Question
What is selective mutism?
Answer
According to the DSM-5, selective mutism is a specific anxiety disorder. I think it's easiest to think about selective mutism as similar to a specific phobia, the same way that we have specific phobias of dogs, blood, heights, and flying. These children have a very specific fear of speaking. Sometimes it can be generalized even further than that, and it's a specific fear of communicating. For some of these children, it's not just talking, it's even things like gesturing, writing, or nodding and shaking their heads. Even those ways of communication can be really anxiety-provoking for them.
It's the consistent ongoing failure to speak in specific social situations, especially in school. Most of the children that I see generally have a hard time speaking in all social situations including in school and in the community. This means they have a hard time talking to the doctor and the dentist, a hard time ordering at the restaurant, and a hard time speaking to their teacher at church school. They also tend to have a hard time talking to extended family members or family friends, particularly when they don't see those people very frequently. I think that school is a perfect storm for these children because there is a mix of performance anxiety because children are being judged and graded, the social anxiety that goes along with interacting with peers and being socially judged. For a lot of these children, their symptoms are first noticed at the beginning of their time in school. Preschool and kindergarten are often times the first moments of awareness that caregivers and parents have that something is different and something may be wrong. Perhaps being away from parents is a new experience so maybe there's even some separation anxiety mixed into it.
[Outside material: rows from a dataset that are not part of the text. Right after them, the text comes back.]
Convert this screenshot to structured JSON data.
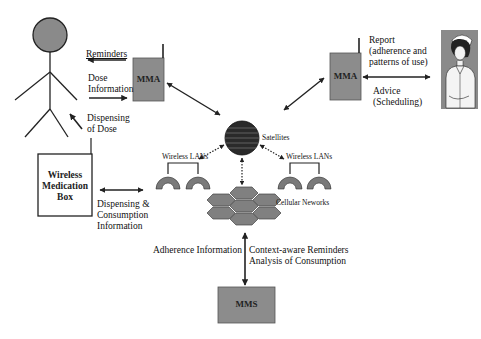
{
  "diagram": {
    "title": "",
    "colors": {
      "box_fill": "#8c8c8c",
      "head_fill": "#8a8a8a",
      "globe_fill": "#2a2a2a",
      "hex_fill": "#808080",
      "lan_fill": "#7a7a7a",
      "line": "#222222",
      "background": "#ffffff"
    },
    "nodes": {
      "patient": {
        "icon": "stick-figure-icon"
      },
      "mma_left": {
        "label": "MMA"
      },
      "mma_right": {
        "label": "MMA"
      },
      "nurse": {
        "icon": "nurse-portrait-icon"
      },
      "medication_box": {
        "line1": "Wireless",
        "line2": "Medication",
        "line3": "Box"
      },
      "satellites": {
        "label": "Satellites",
        "icon": "globe-icon"
      },
      "lan_left": {
        "label": "Wireless LANs",
        "icon": "wireless-lan-icon"
      },
      "lan_right": {
        "label": "Wireless LANs",
        "icon": "wireless-lan-icon"
      },
      "cellular": {
        "label": "Cellular Neworks",
        "icon": "hexagon-cells-icon"
      },
      "mms": {
        "label": "MMS"
      }
    },
    "edges": {
      "reminders": {
        "label": "Reminders",
        "from": "MMA",
        "to": "Patient"
      },
      "dose_information": {
        "line1": "Dose",
        "line2": "Information",
        "from": "Patient",
        "to": "MMA"
      },
      "dispensing_of_dose": {
        "line1": "Dispensing",
        "line2": "of Dose",
        "from": "Wireless Medication Box",
        "to": "Patient"
      },
      "dispensing_consumption": {
        "line1": "Dispensing &",
        "line2": "Consumption",
        "line3": "Information"
      },
      "report": {
        "line1": "Report",
        "line2": "(adherence and",
        "line3": "patterns of use)"
      },
      "advice": {
        "line1": "Advice",
        "line2": "(Scheduling)"
      },
      "adherence_information": {
        "label": "Adherence Information"
      },
      "context_aware": {
        "line1": "Context-aware Reminders",
        "line2": "Analysis of Consumption"
      }
    }
  }
}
Selective mutism is not due to primary language disorder however, it is very co-occurrent with language disorders. It's very common that children who are diagnosed with selective mutism will have some sort of speech disfluency or speech issue, that might include things such as articulation, tone, or being able to speak fluently (putting together sentences). About 50% to 70% of children who are diagnosed with selective mutism also have a language disorder. Other disorders like stuttering or autism, have been ruled out as the primary cause of not speaking. That doesn't mean that children can't have selective mutism and autism. It simply means that it can't be better explained by autism.
Selective mutism is relatively rare, affecting only about 1% of children in elementary school settings. There is some suggestion that prevalence is growing. I don't know if it's because we're getting better at identifying it or because it's like all other anxiety disorders in childhood, which all tend to be growing recently.
Finally, behavior is deliberate self-protection, not deliberate oppositionality. It can look quite oppositional, in fact, but we don't believe it to be driven by oppositionality. In other words, we don't think that these children are choosing not to speak or that they're doing it out of manipulation, defiance, oppositionality, or to get out of something they don't want to do. We really believe that it’s driven by anxiety and an overwhelming fear of speaking and being the center of attention.
This Ask the Expert is an edited excerpt from the course, Unlocking the Mystery of Selective Mutism, by Aimee Kotrba.